A.I. developers are “locked in an out-of-control race to develop and deploy ever more powerful digital minds that no one — not even their creators — can understand, predict or reliably control,” according to the letter.

Some experts are mostly concerned about near-term dangers, including the spread of disinformation and the risk that people would rely on these systems for inaccurate or harmful medical and emotional advice.

But other critics are part of a vast and influential online community called rationalists or effective altruists, who believe that A.I could eventually destroy humanity. This mind-set is reflected in the letter.

Please share your thoughts and feedback on our On Tech: A.I. series by taking this brief survey.

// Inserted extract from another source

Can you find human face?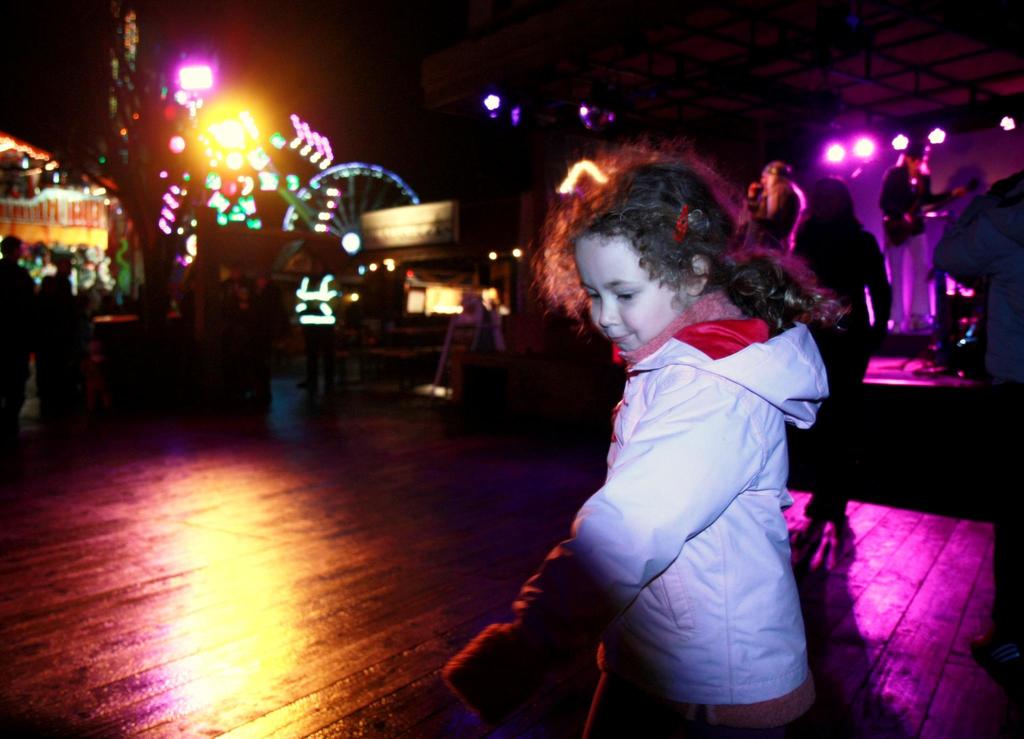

We can speculate about where A.I. is going in the distant future — but we can also ask the chatbots themselves. For your final assignment, treat ChatGPT, Bing or Bard like an eager young job applicant and ask it where it sees itself in 10 years. As always, share the answers in the comments.


Question 1 of 3

Start the quiz by choosing your answer.


Alignment: Attempts by A.I. researchers and ethicists to ensure that artificial intelligences act in accordance with the values and goals of the people who create them.

Multimodal systems: A.I.s similar to ChatGPT that can also process images, video, audio, and other non-text inputs and outputs.

Artificial general intelligence: An artificial intelligence that matches human intellect and can do anything the human brain can do.

Click here for more glossary terms.


Kevin here. Thank you for spending the past five days with us. It’s been a blast seeing your comments and creativity. (I especially enjoyed the commenter who used ChatGPT to write a cover letter for my job.)

The topic of A.I. is so big, and fast-moving, that even five newsletters isn’t enough to cover everything. If you want to dive deeper, you can check out my book, “Futureproof,” and Cade’s book, “Genius Makers,” both of which go into greater detail about the topics we’ve covered this week.

Cade here: My favorite comment came from someone who asked ChatGPT to plan a route through the trails in their state. The bot ended up suggesting a trail that did not exist as a way of hiking between two other trails that do.

This small snafu provides a window into both the power and the limitations of today’s chatbots and other A.I. systems. They have learned a great deal from what is posted to the internet and can make use of what they have learned in remarkable ways, but there is always the risk that they will insert information that is plausible but untrue. Go forth! Chat with these bots! But trust your own judgment too!